This heat spell sets some of our plans back, but they were just wispy talk anyway, replaceable by any number of alternative excellent foolish ideas.
This heat spell sets some of our plans back, but they were just wispy talk anyway, replaceable by any number of alternative excellent foolish ideas.
Everything edged and shine glinting, the cold the impossibly transparent light the horizon and then the horizon of being that ahead seeing into something else that could be. Last here in the tenacious day hours […]
For the six weeks and some 2,000 miles I cycle toured Alaska, I pedaled a Surly Pugsley.
Among the many standouts of bicycle touring in Alaska, the Dalton Highway was a special treat. It’s rugged with majestic varied terrain, there’s abundant expansive aloneness, and the road and pipeline always themselves seem uncomfortable unnatural exceptions to the wildness of the place.
Superficially, the first few hours on the road can imply a wobbly blend of Into the Wild meets Mad Max. It’s true that the exquisite sense of vastness, solitude, and remoteness is every day periodically cracked by the rumble of truck traffic. The Dalton is first and foremost a haul road, and it owes its existence to the need to move material to and from the immense industrial arctic oilworks at Prudhoe. My overwhelming impression of the truck drivers was that they were polite, respectful, professional. I never once had a conflict or felt in danger as a cyclist. I was there well into hunting season, and I found the hunters, too, helpful, friendly, great to chat with.
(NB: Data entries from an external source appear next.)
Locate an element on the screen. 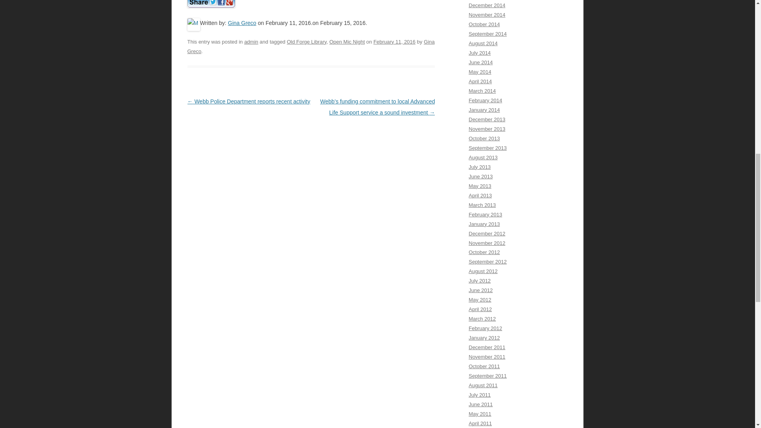 Image resolution: width=761 pixels, height=428 pixels. November 2014 is located at coordinates (487, 15).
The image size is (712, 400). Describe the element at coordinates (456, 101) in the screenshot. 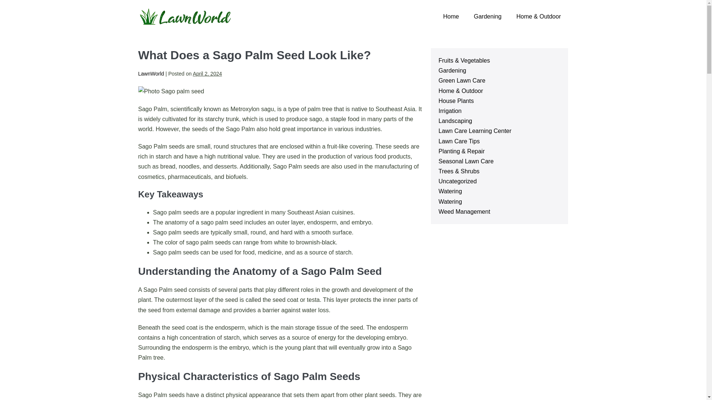

I see `House Plants` at that location.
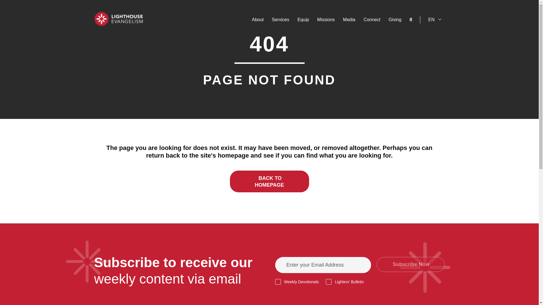  I want to click on Media, so click(349, 20).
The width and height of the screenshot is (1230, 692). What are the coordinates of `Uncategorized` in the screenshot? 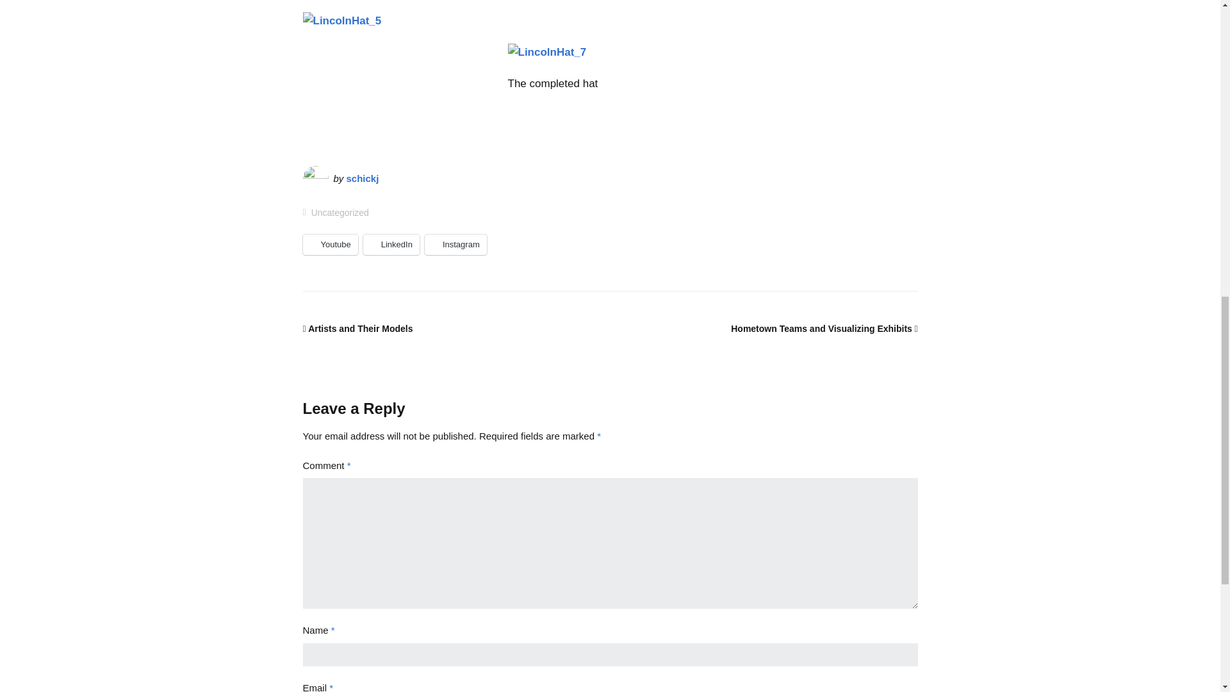 It's located at (340, 213).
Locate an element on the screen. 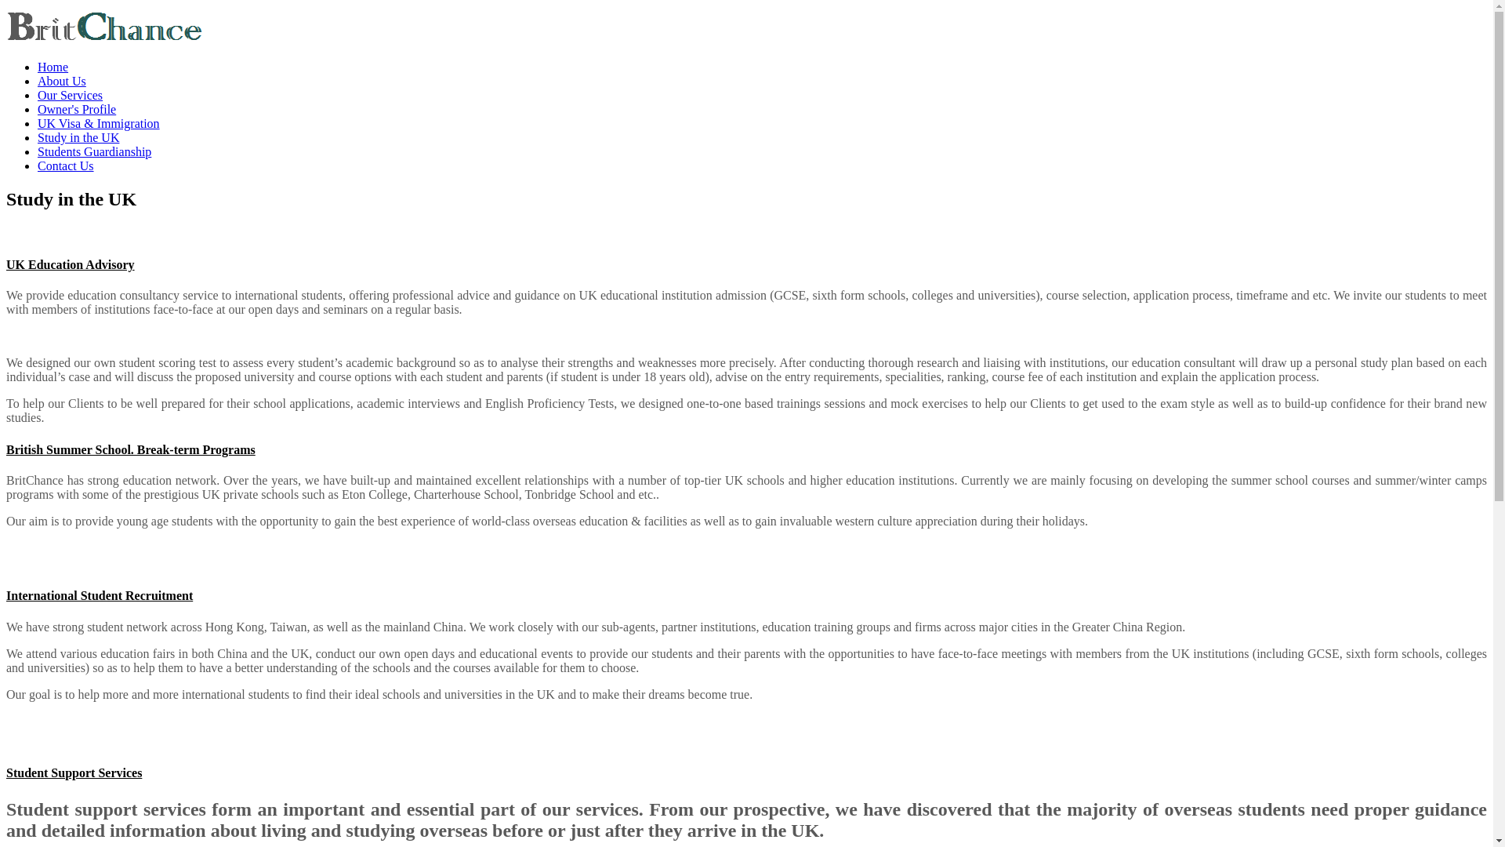 Image resolution: width=1505 pixels, height=847 pixels. Our Services is located at coordinates (70, 95).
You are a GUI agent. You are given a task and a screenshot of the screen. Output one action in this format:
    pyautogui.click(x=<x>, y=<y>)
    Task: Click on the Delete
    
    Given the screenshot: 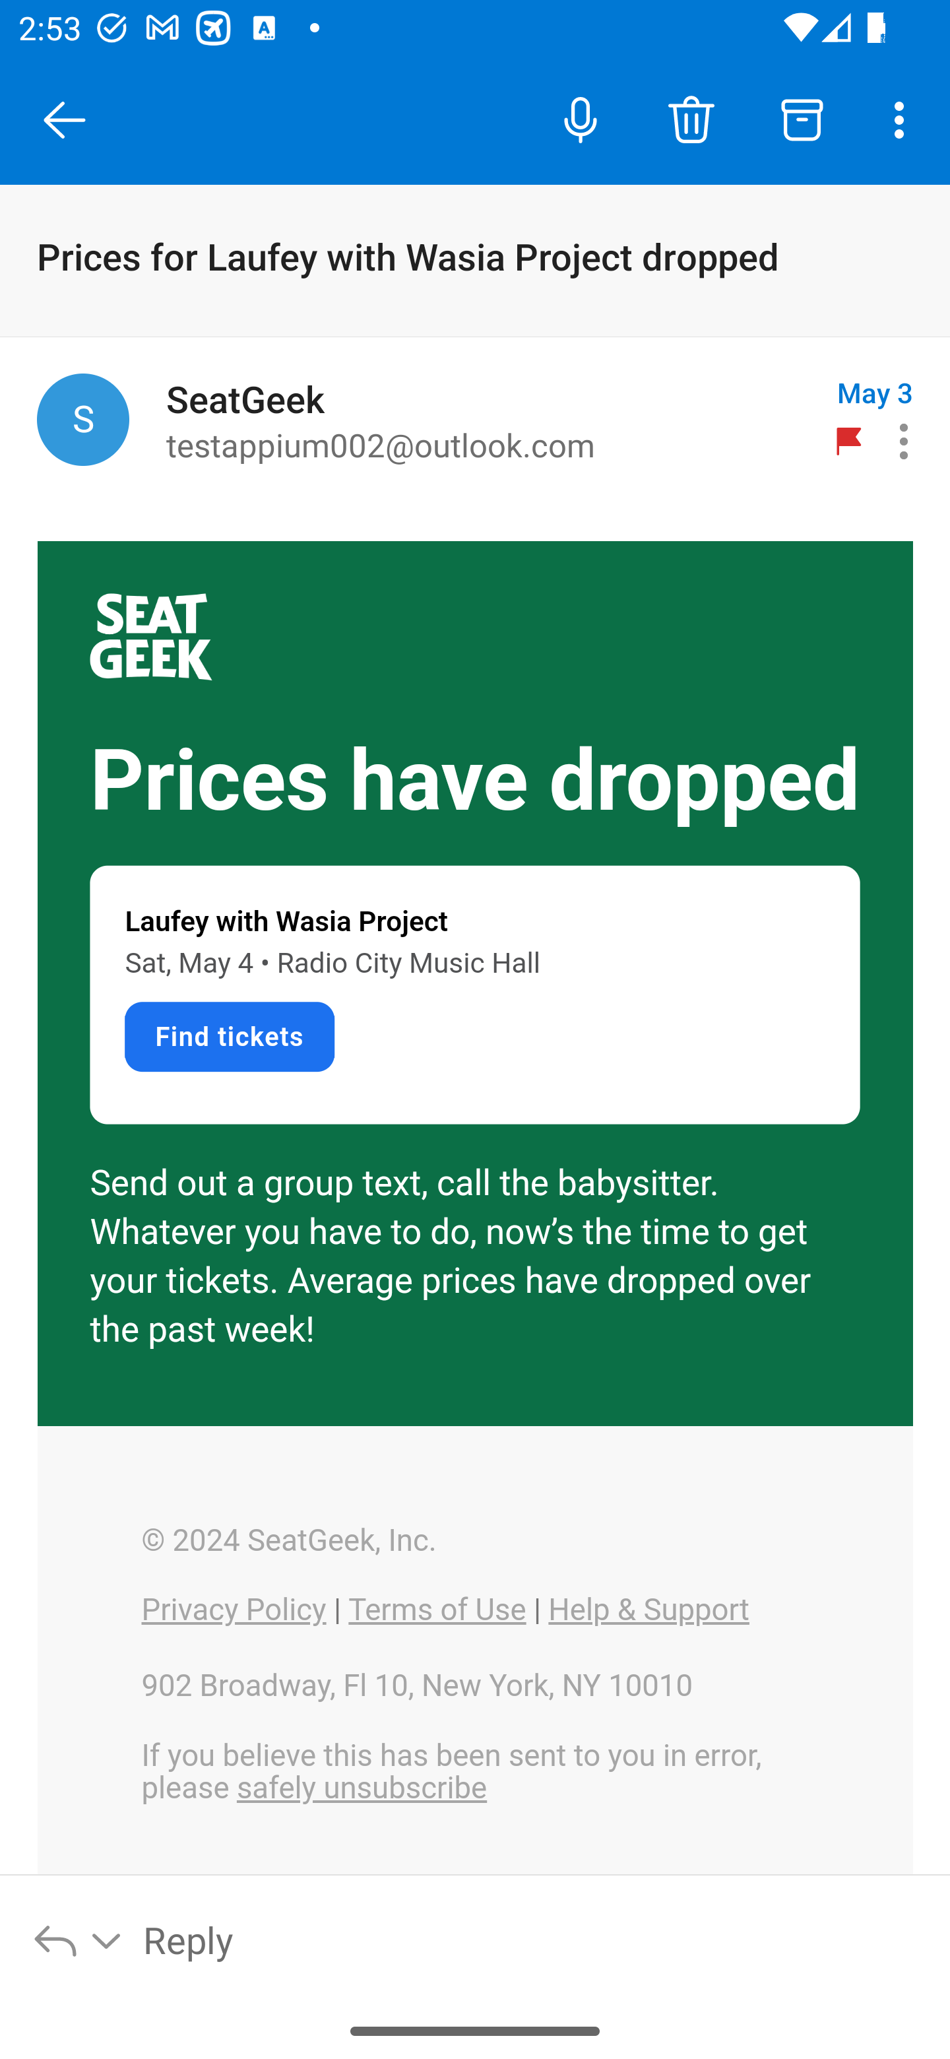 What is the action you would take?
    pyautogui.click(x=691, y=119)
    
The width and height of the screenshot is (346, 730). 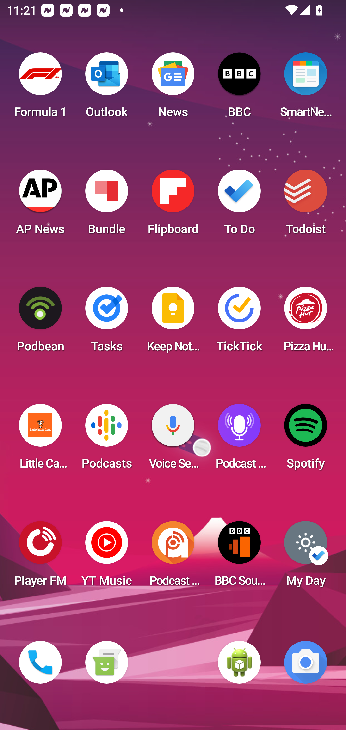 What do you see at coordinates (40, 556) in the screenshot?
I see `Player FM` at bounding box center [40, 556].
In addition to the positive interactions with the community of the road, what stays with me is losing myself in hours of late-August orange, red, and gold paint dabs against a green canvas unfurling into skyline.
“Are you packing heat?” I look up from fiddling with my pannier, perhaps with a look of, huh,didyousayheat? “Are you packing HEAT?” now with his forefinger pulling an imaginary trigger, pantomime pistol brandished to the sky. […]
July/August 2010.
Just about every stretch of highway here has a dirt track parallel to it worn by ATV’s or snowmobiles. When I’m not in a hurry, that’s where I elect to ride. Over a month in […]
Roads, chatter gritcrunch, washboard record of where drivers aimed, hills that in perception are steeper as you descend the pitch toward them and then in reality are steeper again near the top, lazy steering to […]
Inevitable purple lead fog over Thompson Pass and the river like liquid concrete rebounding across the canyon walls. And then another side, conical leaning peaks, glacier spark into clear water.
Childs glacier, blue groaning snapping roaring incandescence and a secluded campsite on the opposite side of a river churning with floating ice and deadfall.